The advantage of using a KB system like Scone
as a front-end is that it can accumulate knowledge about what kinds of
knowledge live in each server, which server to believe in the event of a
conflict, differences in terminology, and so on.
·
Computational
biology and medicine: The
literature in this field is huge and is growing at an alarming rate. Representing and organizing all this
diverse knowledge, so that connections can be noticed and so that researchers
can find the information that they need, is another job well-suited for a
knowledge base, perhaps backed up by multiple databases or specialized
ontologies for low-level data.
·
Extracting
knowledge from ill-formed text: We have begun to look at the problem of
handling free-text notes in patient records, which are often hastily
scribbled by busy medical practitioners or are imperfectly transcribed from
speech. These texts are very informal
and telegraphic in nature: full of jargon, non-standard abbreviations, and
contractions (some made up on the spot).
Well-formed grammatical sentences are rare. We believe that the only way to understand
this type of text is to develop a natural language processing (NLP)system in which the KB full of
background knowledge is a full partner, consulted early and often during the
processing.
In all
of these applications, it is important to keep in mind that we do not have to
choose between a knowledge-based approach using Scone and a statistical
approach, or one using conventional database technology. In many problem domains, as of today, none
of these approaches provides a complete solution, but fortunately they all
play well together.
For
example, as noted above, a little bit of symbolic knowledge – perhaps just a
type hierarchy and some properties – can add a lot of power to a search
engine or a classifier by augmenting queries and by filtering what the search
engine returns. As Scone's knowledge base grows and evolves, it can
play an ever-greater role in this partnership. But the key point here is that we do not
have to wait for this. This research
project is ambitious but it is not an all-or-nothing proposition.
Since
2006, pre-release versions of Scone
have been tested by a number of research projects in Carnegie Mellon's School of Computer Science.
Among these projects are Radar, Javelin (Question Answering), and
"Read the Web". In these
applications, Scone serves both as a repository for background
knowledge and as the store where newly learned knowledge can be saved.
Scone has
been used to improve message classification within the Radar system by
augmenting the "bag of words" features with "implied"
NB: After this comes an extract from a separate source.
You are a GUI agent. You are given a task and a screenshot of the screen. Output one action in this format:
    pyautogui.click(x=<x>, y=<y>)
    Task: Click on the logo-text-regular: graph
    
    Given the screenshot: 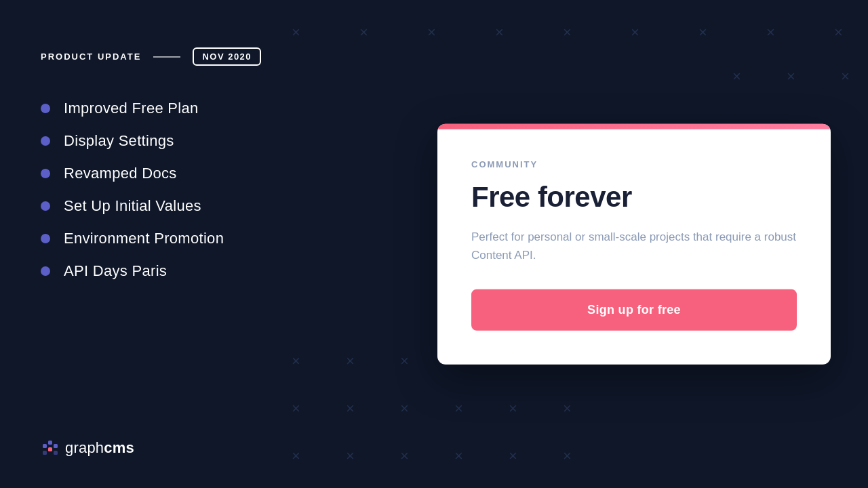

features. If a message mentions
"Scott Fahlman", Scone adds additional features for
"faculty", "CMU", "AI", "research",
"Scone Project", and so on, based on the background knowledge in
the KB. If these new virtual features
are irrelevant, the classifier will learn to ignore them, but often they are
valuable. If a user asks whether there
are any upcoming "AI" talks and we have a message saying that
"Scott Fahlman" is speaking, we can make the connection.
Software & Publications
Open-Source
Scone Software (Coming Soon)
The
Scone User's Guide (HTML, Word)
Scott Fahlman's "Knowledge
Nuggets" Blog
SconeEdit Browser/Editor
for Scone
Other Scone-Related
Publications
Members of the Scone Research Group
Faculty:
Scott E. Fahlman
Graduate Students:
Wei
Chen, Ben Lambert, Daniel Chung Yong
Lim, E. Cinar Sahin, Alicia Tribble
Undergraduate Students:
Jiquan Ngiam
Acknowledgments
Development of Scone has been
supported in part by the Defense Advanced Research Projects Agency (DARPA)
under contract numbers NBCHD030010 and FA8750-07-D-0185. Additional support
for Scone development has been provided by generous
research grants from Cisco Systems Inc. and from Google Inc.
Any opinions, findings and conclusions or recommendations
expressed in this material are those of the author and do not necessarily
reflect the views of DARPA or our other sponsors.